Vitaly Smagin and Ashot Yegiazaryan were business partners in a Moscow real estate venture. Yegiazaryan stole Smagin’s shares in the joint venture, and fled to Beverly Hills in California, where he remains until present day, in order to evade Russian authorities. Smagin commenced a London-based arbitration against Yegiazaryan, and was awarded $84 million in damages, which Yegiazaryan refused to pay. Smagin then commenced an enforcement action in the United States District Court for the Central District of California seeking to enforce the award under the Convention on the Recognition and Enforcement of Foreign Arbitral Awards (the New York Convention). The District Court issued a preliminary injunction freezing Yegiazaryan’s California assets. Yegiazaryan then engaged in a wide-ranging scheme to keep his assets out of Smagin’s reach – creating shell companies for himself and his family, orchestrating fraudulent judgments tying up assets around the globe, and intimidating a physician to prevent him from responding to a subpoena.

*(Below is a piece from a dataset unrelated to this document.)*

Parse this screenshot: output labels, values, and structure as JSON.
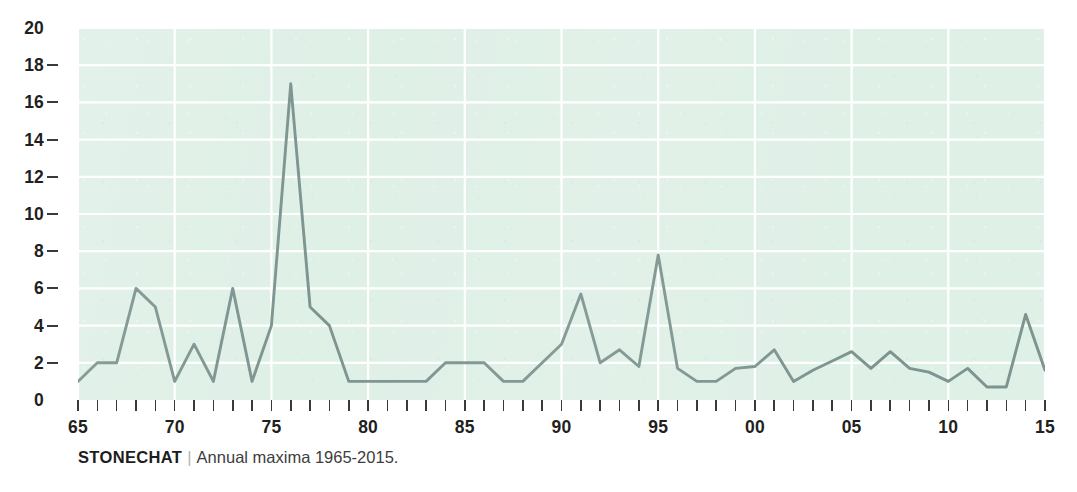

Based on this web of corrupt activity, Smagin brought a civil suit under the Racketeer Influenced and Corrupt Organizations Act (RICO) against Yegiazaryan and his accomplices, seeking over $130 million in damages as well as attorney’s fees and treble damages. The District Court dismissed Smagin’s RICO suit on the grounds that Smagin had failed to adequately allege a “domestic injury” as required by Supreme Court precedent from RJR Nabisco, Inc. v. European Community. It reached that decision because Smagin was a resident and citizen of Russia and, therefore, his injury was felt there. On appeal, the Ninth Circuit reversed, rejected the residency-based test (adopted by the Seventh Circuit), in favor of the context-specific approach to domestic injury inquiry used by the Second and Third Circuits. Under the context-specific approach, since Yegiazaryan’s RICO activities were based and orchestrated in California, the Ninth Circuit held there was a domestic injury and Smagin’s RICO case should not have been dismissed.

The Supreme Court granted certiorari to resolve the Circuit split. The Supreme Court agreed with the Ninth, Second and Third Circuits, adopting the contextual approach for domestic injury under RICO, instructing that “courts should look to the circumstances surrounding the alleged injury to assess whether it arose in the United States.” The Supreme Court affirmed the Ninth Circuit’s finding of a “domestic injury” in Smagin’s case – the circumstances of RICO case arose in the United States, given that the various schemes to divert assets began and were executed in California. Additionally, the Supreme Court rejected the bright-line rule of locating a RICO plaintiff’s injury at the plaintiff’s residence on the grounds such a rule would foreclose foreign plaintiffs from bringing RICO suits. Justice Sonya Sotomayor wrote the majority opinion, which was joined by Justices Roberts, Kagan, Kavanaugh, Coney Barrett, and Brown Jackson. Justices Alito, Thomas, and Gorsuch dissented. Justice Alito, writing in dissent, argued the majority opinion gives no guidance to lower courts as to how to determine domestic injury using the contextual approach, which risks confusion among the lower courts going forward.